U.S. Treasury Secretary Timothy F. Geithner’s unscheduled meeting with Chinese Vice Premier Wang Qishan in Beijing on April 8 fanned speculation that the yuan may strengthen after being held at about 6.83 per dollar since July 2008. American lawmakers have stepped up calls for an end to what they label an unfair subsidy.
The Yuan has been stable since 2008. But the yuan isn't manipulated. Please.

1 comments:
OK, I finally get a chance to ask this in a relevant context: Just HOW do you muck with an exchange rate?
On one hand, it's certainly possible to muck with a money supply. Zimbabwe is an extreme example, but in the case of the U.S., well, manipulating the money supply is de facto the Federal Reserve's job.
But an exchange rate? OK, a government can insist on honoring an artificial exchange rate, and I'm sure China micromanages their domestic markets, but let's say some money market fund decides to buy some yuan. Once the currency leaves China, what's to stop a fund manager from buying/selling the currency for whatever the international market will bear?

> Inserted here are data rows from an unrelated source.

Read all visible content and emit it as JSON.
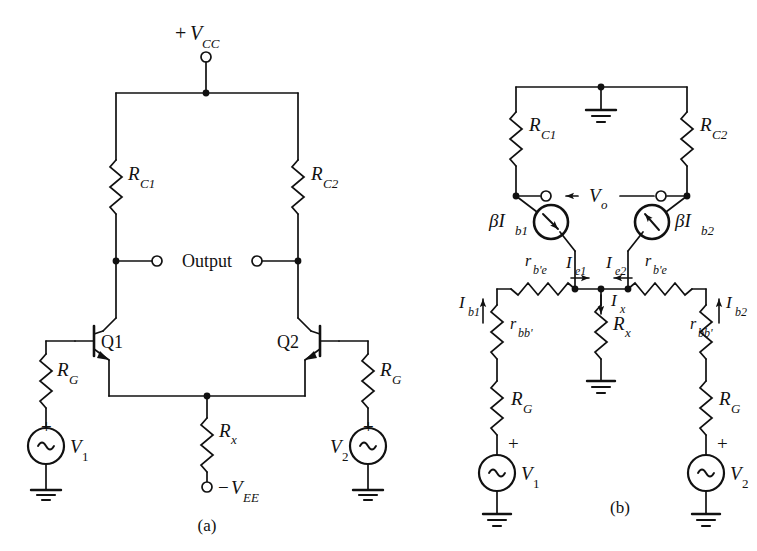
{
  "figure": {
    "kind": "circuit-schematic",
    "captions": [
      {
        "id": "a",
        "text": "(a)"
      },
      {
        "id": "b",
        "text": "(b)"
      }
    ]
  },
  "colors": {
    "line": "#111111",
    "background": "#ffffff",
    "text": "#111111"
  },
  "circuit_a": {
    "title": "Differential amplifier (full circuit)",
    "supply_top": {
      "label_plus": "+",
      "label_main": "V",
      "label_sub": "CC"
    },
    "supply_bottom": {
      "label_minus": "−",
      "label_main": "V",
      "label_sub": "EE"
    },
    "output_label": "Output",
    "resistors": [
      {
        "name": "R",
        "sub": "C1"
      },
      {
        "name": "R",
        "sub": "C2"
      },
      {
        "name": "R",
        "sub": "x"
      },
      {
        "name": "R",
        "sub": "G"
      },
      {
        "name": "R",
        "sub": "G"
      }
    ],
    "transistors": [
      {
        "label": "Q1"
      },
      {
        "label": "Q2"
      }
    ],
    "sources": [
      {
        "name": "V",
        "sub": "1",
        "polarity": "+"
      },
      {
        "name": "V",
        "sub": "2",
        "polarity": "+"
      }
    ]
  },
  "circuit_b": {
    "title": "Small-signal equivalent circuit",
    "output_label": {
      "name": "V",
      "sub": "o"
    },
    "resistors": [
      {
        "name": "R",
        "sub": "C1"
      },
      {
        "name": "R",
        "sub": "C2"
      },
      {
        "name": "r",
        "sub": "b'e"
      },
      {
        "name": "r",
        "sub": "b'e"
      },
      {
        "name": "r",
        "sub": "bb'"
      },
      {
        "name": "r",
        "sub": "bb'"
      },
      {
        "name": "R",
        "sub": "x"
      },
      {
        "name": "R",
        "sub": "G"
      },
      {
        "name": "R",
        "sub": "G"
      }
    ],
    "current_sources": [
      {
        "name": "βI",
        "sub": "b1",
        "arrow": "down-right"
      },
      {
        "name": "βI",
        "sub": "b2",
        "arrow": "up-left"
      }
    ],
    "currents": [
      {
        "name": "I",
        "sub": "e1",
        "arrow": "right"
      },
      {
        "name": "I",
        "sub": "e2",
        "arrow": "left"
      },
      {
        "name": "I",
        "sub": "x",
        "arrow": "down"
      },
      {
        "name": "I",
        "sub": "b1",
        "arrow": "up"
      },
      {
        "name": "I",
        "sub": "b2",
        "arrow": "up"
      }
    ],
    "sources": [
      {
        "name": "V",
        "sub": "1",
        "polarity": "+"
      },
      {
        "name": "V",
        "sub": "2",
        "polarity": "+"
      }
    ]
  }
}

I'm trying to think logically here, but it seems to me the only result of "manipulation" would be some control (as China's central bank would remain the biggest currency trader) but it'd take an awful lot of micromanaging to keep prices stable on the international market. Even if the money supply is kept stable and the currency pegged by the central bank, on the open market people will find a way to appraise the currency.